C:\Python27\python.exe C:/Users/Robert/PycharmProjects/contests/sof.py
[9, 5, 3, 2, 1, 0]
"""

One problem is if calling method(*args) modifies self.o but doesn't return None. (then should I return self or return what method(*args) returns).

Does anyone have better ways of implementing chaining? There are probably many ways to do it.

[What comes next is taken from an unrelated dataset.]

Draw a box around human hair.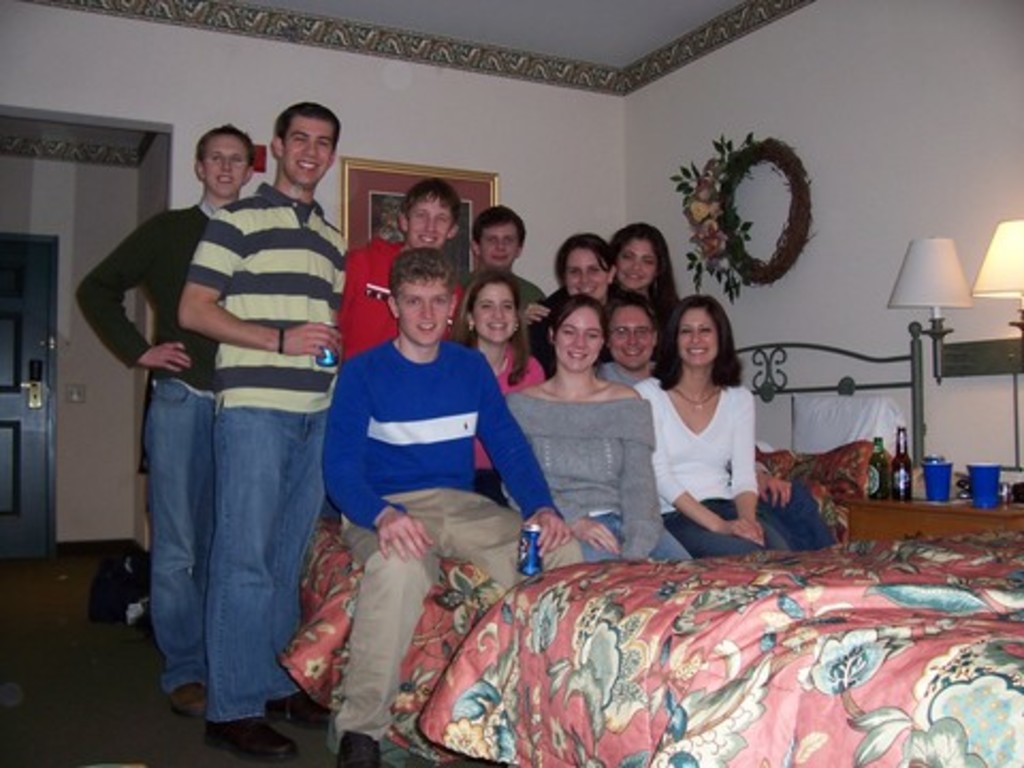
detection(553, 233, 614, 294).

Should I just assume a method always returns None so I may always return self.o ?

Foi útil?

Solução

I was looking for something similar for chaining Class functions and found no good answer, so here is what I did and thought was a very simple way of chaining: Simply return the self object.

So here is my setup:

Class Car():
    def __init__(self, name=None):
        self.name = name
        self.mode = 'init'

    def set_name(self, name):
        self.name = name
        return self

    def drive(self):
        self.mode = 'drive'
        return self

And now I can name the car and put it in drive state by calling:

my_car = Car()
my_car.set_name('Porche').drive()

Caveat: This only works on the class functions that do not intend to return any data.

Hope this helps!

Outras dicas

There is a very handyPipe library which may be the answer to your question. For example::

seq = fib() | take_while(lambda x: x < 1000000) \
            | where(lambda x: x % 2) \
            | select(lambda x: x * x) \
            | sum()

It's possible if you use only pure functions so that methods don't modify self.data directly, but instead return the modified version. You also have to return Chainable instances.

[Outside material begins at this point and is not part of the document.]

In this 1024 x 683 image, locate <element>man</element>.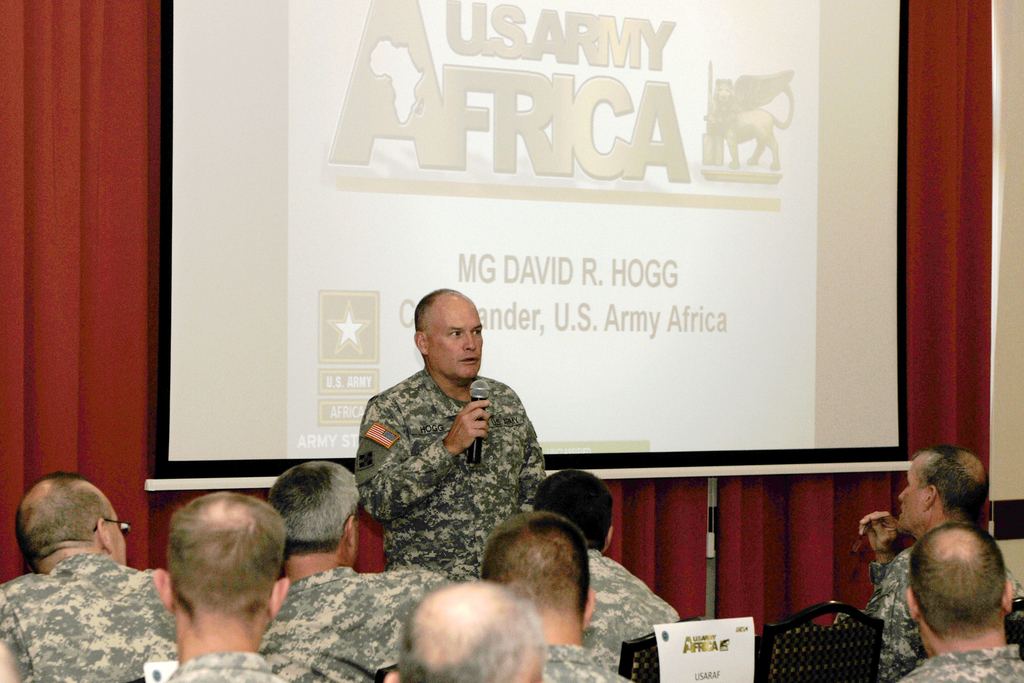
Bounding box: <region>0, 476, 171, 682</region>.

Here's an example using collection pipelining with lists:

import itertools

try:
    import builtins
except ImportError:
    import __builtin__ as builtins


class Chainable(object):
    def __init__(self, data, method=None):
        self.data = data
        self.method = method

    def __getattr__(self, name):
        try:
            method = getattr(self.data, name)
        except AttributeError:
            try:
                method = getattr(builtins, name)
            except AttributeError:
                method = getattr(itertools, name)

        return Chainable(self.data, method)

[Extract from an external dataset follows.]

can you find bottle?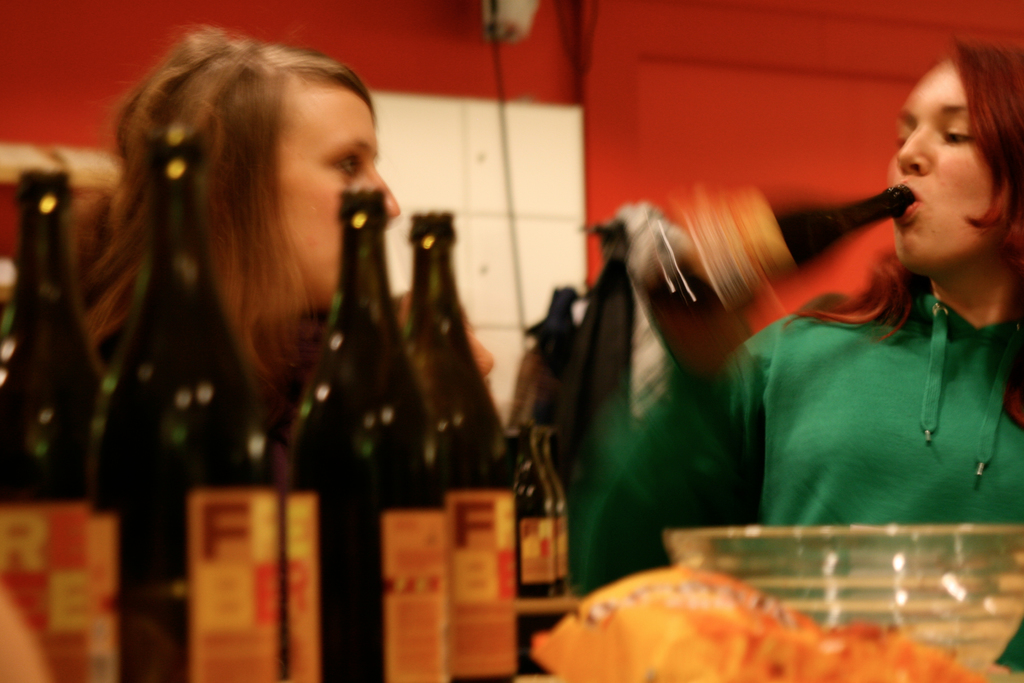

    def __call__(self, *args, **kwargs):
        try:
            return Chainable(list(self.method(self.data, *args, **kwargs)))
        except TypeError:
            return Chainable(list(self.method(args[0], self.data, **kwargs)))

Use it like this:

chainable_list = Chainable([3, 1, 2, 0])
(chainable_list
    .chain([11,8,6,7,9,4,5])
    .sorted()
    .reversed()
    .ifilter(lambda x: x%2)
    .islice(3)
    .data)
>> [11, 9, 7]

Note that .chain refers to itertools.chain and not the OP's chain.

There isn't going to be any general way of allowing any method of any object to be chained, since you can't know what sort of value that method returns and why without knowing how that particular method works. Methods might return None for any reason; it doesn't always mean the method has modified the object. Likewise, methods that do return a value still might not return a value that can be chained. There's no way to chain a method like list.index: fakeList.index(1).sort() can't have much hope of working, because the whole point of index is it returns a number, and that number means something, and can't be ignored just to chain on the original object.

If you're just fiddling around with Python's builtin types to chain certain specific methods (like sort and remove), you're better off just wrapping those particular methods explicitly (by overriding them in your wrapper class), instead of trying to do a general mechanism with __getattr__.